I want to tell you about my favorite author: F. W. Boreham. If you asked him his profession, he would say he was a pastor; but he was superlative as a writer. You would think that I was joking if I told you that, when he was a child, a gypsy told his nanny that if she put a pen in his hand, he would never want for work. But it is a story that he laughed in recounting. He was among Charles Spurgeon’s last personally chosen students for his Bible school. When Charles’ brother, James Spurgeon, returned from New Zealand needing a replacement in those remote islands, Boreham accepted the charge. It was the start of a long life of ministry and writing in New Zealand and Australia.
In the early twentieth century, at a preachers’ conference, one preacher said of F. W. Boreham that his books were on all their shelves, his name was on all their lips, and his illustrations were in all their sermons. Many years later, in 1959, Ruth Graham, wife of Billy Graham, said that she had read almost all of his books and was in the process of acquiring and finishing the last few. While preaching in the area, Billy Graham made a special trip to visit this famous writer and preacher. Impeccable timing, as it turned out to be the last year of the author’s life.

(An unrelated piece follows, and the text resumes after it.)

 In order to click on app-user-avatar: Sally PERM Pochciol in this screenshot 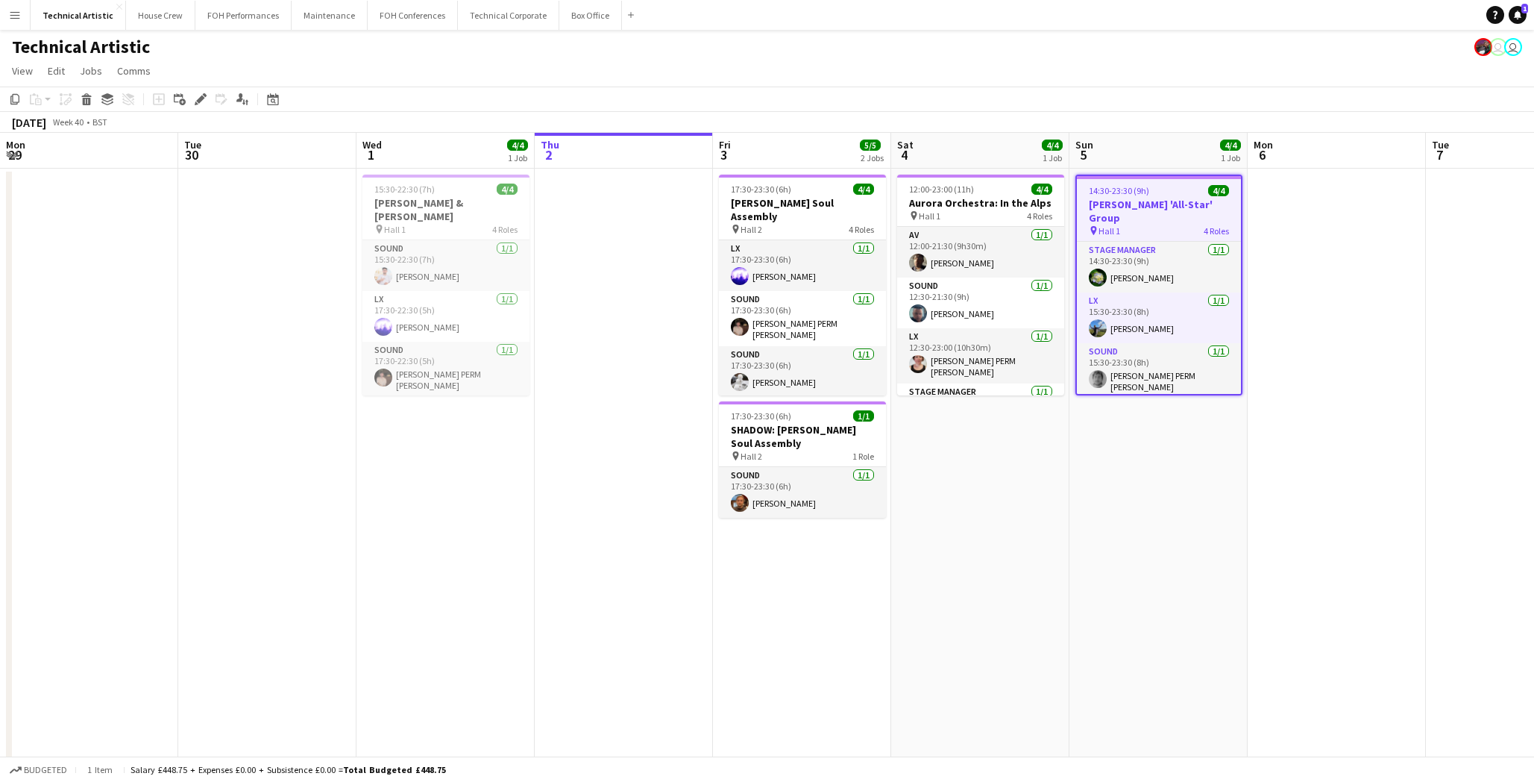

Today writer and apologist Ravi Zacharias reads an essay by him everyday. That is, some call them essays; others call them sermons. They straddle the line between preaching and storytelling; they are deep enough to be studied by a trained philosopher, creative enough to captivate anyone in need of a great story, inspiring enough to satisfy any Christian thirsty for living water.
I suppose Boreham’s writings should speak for him, although several eminent men have spoken for him too. Spurgeon, one of the 19th century’s greatest preachers, and an Englishman; Billy Graham, one of the 20th century’s greatest evangelists, an American; and Ravi Zacharias, one of the 21st century’s greatest apologists, an Indian—they all tipped their hat to this writer. Because of his long life and early commitment to read a book every week, he seems to quote or reference every famous Christian of his time, including not only preachers, but missionaries, inventors, scientists, storytellers, and adventurers.
F. W. Boreham wrote over 2000 biographical articles for an Australia newspaper during his lifetime, many of which were put into his books. With 52 full-length books and dozens of booklets to his name, he was, until 1990, the most prolific religious writer in Australia’s history. Today his readers agree that no one else has such a knack for taking a commonplace topic or story, and zooming out his lens until, at the end of almost every essay, you gain a glimpse of Christ that impels you to worship. He also had an unparalleled way of saving his punchline until you thought it would never come.
If all this sounds like creative hyperbole to you, then consult his writings for yourself; and tell me if he has ever been beaten in his superlative skill to take an ordinary topic and point you to an extraordinary Savior.
Of course, I can’t forget the one who taught Boreham all he knew. The rabbi who wrote no books and died young, but awed the world by using everyday stories, untapped Scripture insights, God’s creation, or mere questions. He found his sermons in a coin, a fig tree, a highway robbery, a shepherd, the flowers, the birds, the harvest, the weather—and among his loftiest subjects, a meal including bread and wine. Following in the God-man’s footsteps, Frank William Boreham had a perfect ally and ample approval to point from the creation to the Creator.